Hedgehogs Need Help - But That's No Excuse to Kill Badgers

We cannot continue to play our precious indigenous species off against each other. If wild animals are survive and thrive, we need to develop a much better understanding of the impacts our activities have on the species we share the land with...

Britain's hedgehogs desperately need our help. These much loved mammals, once commonplace in our gardens and open spaces, have been in precipitous decline in recent years. The British Hedgehog Preservation Society estimates that urban populations have reduced by a third, and rural populations by more than half, since the beginning of this century. The longer term trends give even more cause for concern, with numbers thought to have declined from 30 million in the 1950s to around a million today.

In recognition of this sad situation, The Times newspaper chose to feature the British Hedgehog Preservation Society in its Christmas charity appeal. However, in doing so, it inferred that the hedgehog's decline was due in large part to increases in badger numbers because badgers 'prey on hedgehogs and also compete with them for the same sources of food', and that studies showing increases in hedgehog numbers following badger removal could strengthen the case for the culling of badgers.

This claim amounts to little more than a thinly veiled attempt by the newspaper to broaden the justification for the ineffective, inhumane and unnecessary licensed badger culls that are part of the Government's strategy for controlling the spread of bovine tuberculosis among cattle.

The relationship between badgers and hedgehogs is undoubtedly complex. Described by ecologists as an Asymmetric Intraguild Predatory Relationship, the two species often compete for the same food sources, principally macroinvertebrates such as earthworms and slugs. When food is scarce, badgers will occasionally prey on hedgehogs, and in turn hedgehogs will often avoid areas frequented by badgers.

So it is no real surprise that when you remove badgers from shared areas, the hedgehog numbers tend to go up. This is known as 'mesopredator release' -in other words if you remove the competition, the species that remains will benefit to some extent.

But this doesn't by any means suggest that badgers are a major cause of hedgehog decline.

Hedgehogs and badgers have co-existed across our land for millennia. What has changed in recent years is the way we manage land, which has been more detrimental to hedgehogs than it has to badgers. The move towards larger agricultural field sizes has resulted in the loss of hedgerows and permanent grasslands, reducing suitable hedgehog habitat. Intensive agricultural practices and the widespread use of pesticides impoverish our soils and reduce the availability of invertebrates, which has a particularly harmful impact on hedgehogs whose dietary requirements are more exacting than those of badgers. Our tendency to keep tidy, relatively sterile gardens and to surround them with fences is also restricting access to suitable urban and suburban foraging grounds for hedgehogs, and the inappropriate management of amenity land is further reducing hedgehog habitat. Badgers are better at adapting to the changes we impose on both our rural and urban landscapes.

Hedgehogs are clearly in need of all the help they can get. Agricultural practices need to be examined to ensure they are more sympathetic to wildlife in general and hedgehogs in particular. Individuals can make a huge difference by leaving an area of their garden 'wild'; providing suitable hedgehog 'homes'; avoiding the use of toxic chemicals such as slug pellets; ensuring that netting, other garden implements and bonfires are sited and managed so as to avoid entangling or injuring hedgehogs; making one side of garden ponds gently sloping to reduce the risk of drowning; and making a hole in their garden fence so that hedgehogs can roam freely from garden to garden. There are also many people offering rescue and rehabilitation for sick or injured hedgehogs up and down the country; Born Free Foundation's own Tarnya Knight provides just such a service.

The British Hedgehog Preservation Society gives excellent advice on hedgehog-friendly actions people can take, and provides contact details for more specialist help and advice. Alongside the People's Trust for Endangered Species, they also recognise that hedgehog declines should not be used as an excuse for targeting badgers, emphasising in a joint statement that they 'join leading wildlife scientists in arguing against a cull of badgers to control bovine TB', that they 'would not advocate culling badgers to benefit hedgehogs', and that 'culling any species in an effort to conserve another is undesirable given better environmental approaches'.

We cannot continue to play our precious indigenous species off against each other. If wild animals are survive and thrive, we need to develop a much better understanding of the impacts our activities have on the species we share the land with, the effects these impacts have on the complex relationships between different species, and the things we can do both individually and collectively to mitigate these effects.

Only then will we be better placed to implement real solutions to reverse the devastating declines in hedgehogs and so much of Britain's wildlife.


- Work task -
Make an exact copy of the lines from the one containing "The image size is (1267, 615)." to the end of the records below, and leave out everything else.

- Extracted entries -
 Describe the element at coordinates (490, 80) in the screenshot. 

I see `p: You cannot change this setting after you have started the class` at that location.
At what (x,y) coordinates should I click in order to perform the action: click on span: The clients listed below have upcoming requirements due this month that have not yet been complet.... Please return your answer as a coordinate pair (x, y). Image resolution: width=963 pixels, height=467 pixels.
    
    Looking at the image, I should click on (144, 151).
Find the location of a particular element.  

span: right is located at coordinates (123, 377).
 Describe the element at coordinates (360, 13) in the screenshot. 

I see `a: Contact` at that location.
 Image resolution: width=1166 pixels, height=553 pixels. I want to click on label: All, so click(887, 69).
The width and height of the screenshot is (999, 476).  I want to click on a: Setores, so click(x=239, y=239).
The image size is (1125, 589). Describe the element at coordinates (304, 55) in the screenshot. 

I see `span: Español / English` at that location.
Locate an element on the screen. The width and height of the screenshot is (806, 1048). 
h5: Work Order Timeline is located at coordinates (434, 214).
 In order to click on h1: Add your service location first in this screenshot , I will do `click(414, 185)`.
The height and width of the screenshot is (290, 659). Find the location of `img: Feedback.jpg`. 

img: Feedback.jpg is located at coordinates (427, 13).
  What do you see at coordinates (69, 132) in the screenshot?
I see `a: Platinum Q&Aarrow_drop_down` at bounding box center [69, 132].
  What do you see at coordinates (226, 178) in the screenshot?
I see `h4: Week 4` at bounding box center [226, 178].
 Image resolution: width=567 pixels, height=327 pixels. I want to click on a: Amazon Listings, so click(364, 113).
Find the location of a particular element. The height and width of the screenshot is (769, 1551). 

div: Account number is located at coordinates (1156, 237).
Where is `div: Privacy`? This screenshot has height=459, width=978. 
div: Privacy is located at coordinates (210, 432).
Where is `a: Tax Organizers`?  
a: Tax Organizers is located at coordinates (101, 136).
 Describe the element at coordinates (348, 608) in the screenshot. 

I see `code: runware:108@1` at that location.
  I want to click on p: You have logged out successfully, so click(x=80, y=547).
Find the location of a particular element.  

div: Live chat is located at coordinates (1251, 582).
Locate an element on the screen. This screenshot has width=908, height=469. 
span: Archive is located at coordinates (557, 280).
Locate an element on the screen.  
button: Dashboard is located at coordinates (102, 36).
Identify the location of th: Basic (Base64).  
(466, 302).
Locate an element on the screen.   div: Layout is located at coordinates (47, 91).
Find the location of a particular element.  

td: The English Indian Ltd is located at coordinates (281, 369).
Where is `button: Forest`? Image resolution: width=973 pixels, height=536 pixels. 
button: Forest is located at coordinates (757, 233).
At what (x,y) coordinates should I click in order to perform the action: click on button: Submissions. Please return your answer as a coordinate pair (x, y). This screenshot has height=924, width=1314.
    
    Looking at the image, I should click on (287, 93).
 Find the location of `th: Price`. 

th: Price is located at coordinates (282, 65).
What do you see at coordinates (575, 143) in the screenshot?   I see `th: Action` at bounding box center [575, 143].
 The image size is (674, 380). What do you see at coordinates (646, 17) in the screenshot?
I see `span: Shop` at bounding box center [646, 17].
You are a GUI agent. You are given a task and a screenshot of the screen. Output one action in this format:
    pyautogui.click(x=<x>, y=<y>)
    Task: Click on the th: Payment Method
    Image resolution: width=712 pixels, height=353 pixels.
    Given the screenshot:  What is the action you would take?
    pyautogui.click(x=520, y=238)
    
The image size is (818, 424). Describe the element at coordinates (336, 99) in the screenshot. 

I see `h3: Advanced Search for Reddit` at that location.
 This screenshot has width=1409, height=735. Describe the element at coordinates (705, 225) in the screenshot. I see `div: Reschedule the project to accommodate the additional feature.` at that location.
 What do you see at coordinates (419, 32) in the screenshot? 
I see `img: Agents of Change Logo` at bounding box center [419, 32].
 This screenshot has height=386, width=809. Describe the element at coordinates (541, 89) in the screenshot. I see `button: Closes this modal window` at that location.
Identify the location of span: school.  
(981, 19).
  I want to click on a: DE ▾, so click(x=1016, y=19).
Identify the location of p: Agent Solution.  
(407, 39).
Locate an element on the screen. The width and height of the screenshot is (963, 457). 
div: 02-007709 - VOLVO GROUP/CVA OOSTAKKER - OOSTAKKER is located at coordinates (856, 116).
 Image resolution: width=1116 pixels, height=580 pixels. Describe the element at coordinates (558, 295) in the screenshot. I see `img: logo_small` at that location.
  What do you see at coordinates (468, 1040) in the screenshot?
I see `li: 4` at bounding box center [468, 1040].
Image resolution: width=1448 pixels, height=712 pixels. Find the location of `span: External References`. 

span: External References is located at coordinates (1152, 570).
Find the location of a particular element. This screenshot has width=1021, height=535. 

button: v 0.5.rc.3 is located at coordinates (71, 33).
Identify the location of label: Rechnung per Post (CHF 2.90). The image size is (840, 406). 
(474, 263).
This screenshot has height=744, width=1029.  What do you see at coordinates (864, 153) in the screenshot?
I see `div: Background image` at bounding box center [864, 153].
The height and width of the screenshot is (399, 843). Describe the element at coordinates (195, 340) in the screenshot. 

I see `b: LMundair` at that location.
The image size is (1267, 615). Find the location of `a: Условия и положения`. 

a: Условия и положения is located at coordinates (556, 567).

- Finished exercise -
The image size is (1267, 615). Find the location of `a: Условия и положения`. 

a: Условия и положения is located at coordinates (556, 567).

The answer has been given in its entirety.